Presently I am working with the 02 as an accessible workhorse for testing and comparing various technologies. The 02 is a polarity-correct second order system (as were its successors - the entire SCS sequence.) I am building a first-order XO and adding time alignment for the 02 to address this very aspect of masking of the systems under test. Soon we’ll hear what happens when first order meets second order in the 02.

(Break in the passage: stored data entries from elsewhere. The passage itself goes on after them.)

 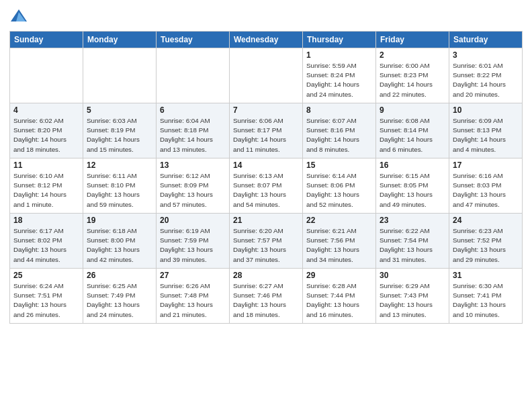 I want to click on calendar-cell: 29Sunrise: 6:28 AM Sunset: 7:44 PM Dayli…, so click(x=340, y=296).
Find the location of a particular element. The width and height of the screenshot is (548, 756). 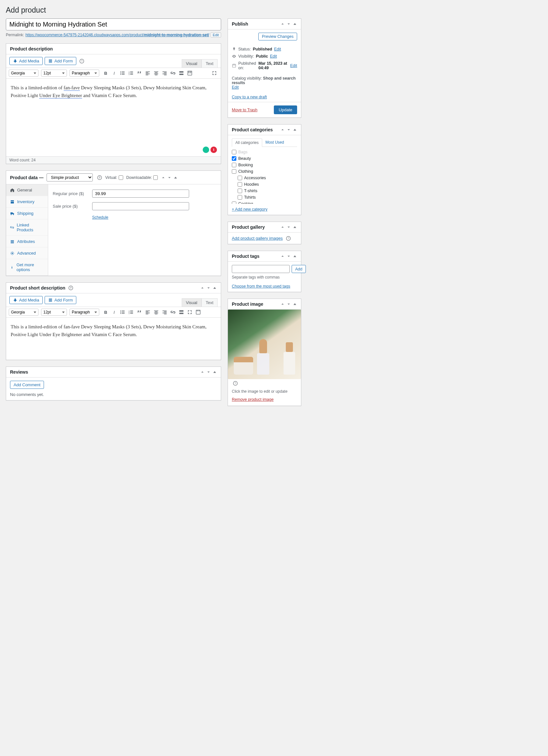

align-left-icon is located at coordinates (148, 312).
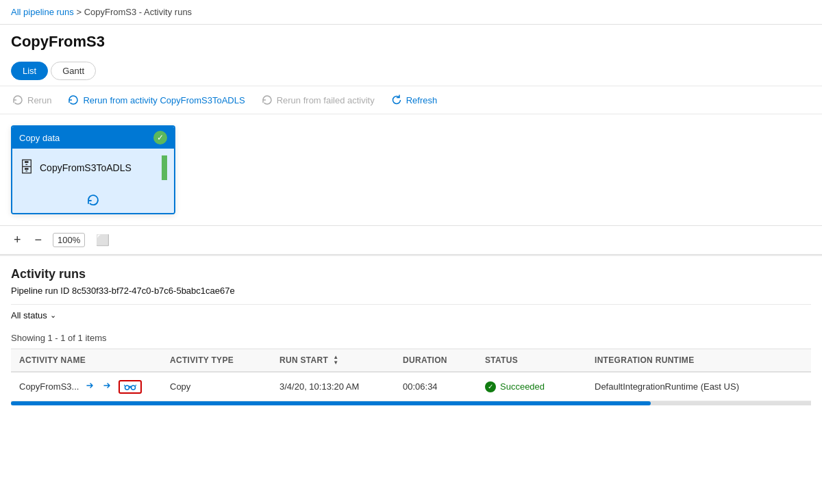  What do you see at coordinates (93, 200) in the screenshot?
I see `activity-card-footer` at bounding box center [93, 200].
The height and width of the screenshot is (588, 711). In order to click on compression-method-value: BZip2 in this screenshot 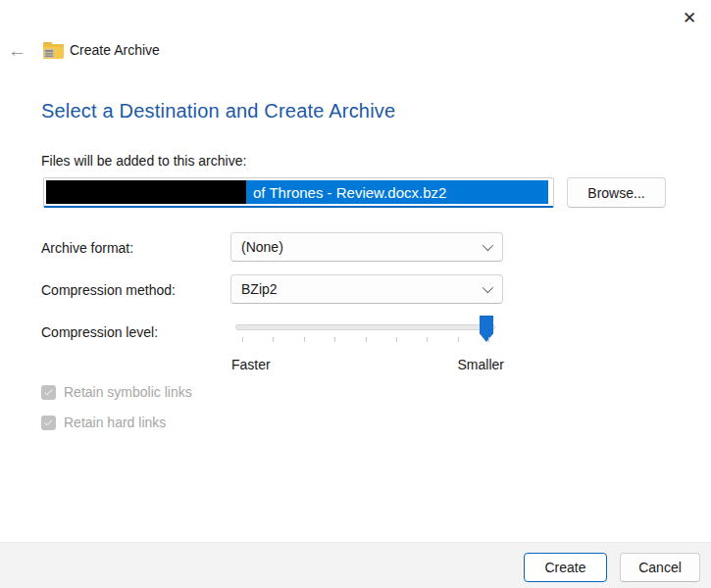, I will do `click(362, 289)`.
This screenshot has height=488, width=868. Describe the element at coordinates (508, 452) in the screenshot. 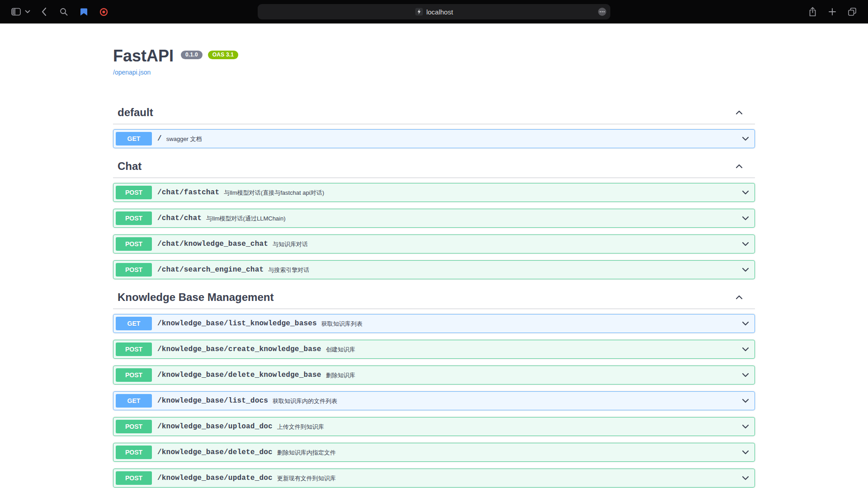

I see `endpoint-description: 删除知识库内指定文件` at that location.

So, Jon, don’t be chagrined. Jim would have never accepted the coherence thing if he had not experienced it personally. Also, the coherence transperancy led to the need of inventing a better resistor and wire. I spent the summer of ’78 unraveling wire. Cousin Ted (our aerospace physicist) heard what we heard in the 03 prototype and suggested its similarities to low-level distortions in the Pioneer 10 / Jupiter probe communications, for which part of the solution was 6-9s (now CDA101) wire. I followed up his introduction to the project manager at ITT-NASA, and high purity, oxygen-free wire became standard in all our coils and wire from that point forward. That wire solution allowed final progress for the 03, in addition to radically changing how Jim admitted possibilities beyond his physicist / engineer comfort zone. I would call his perspective shift transformative, from quite skeptical to quite receptive. That cluster of events around first order and wire may be the defining elements of what made Thiel Thiel. Believing what we hear is crucial to real progress. Before landing on "For the Love of Music" as our first motto, another contender was "Believe It".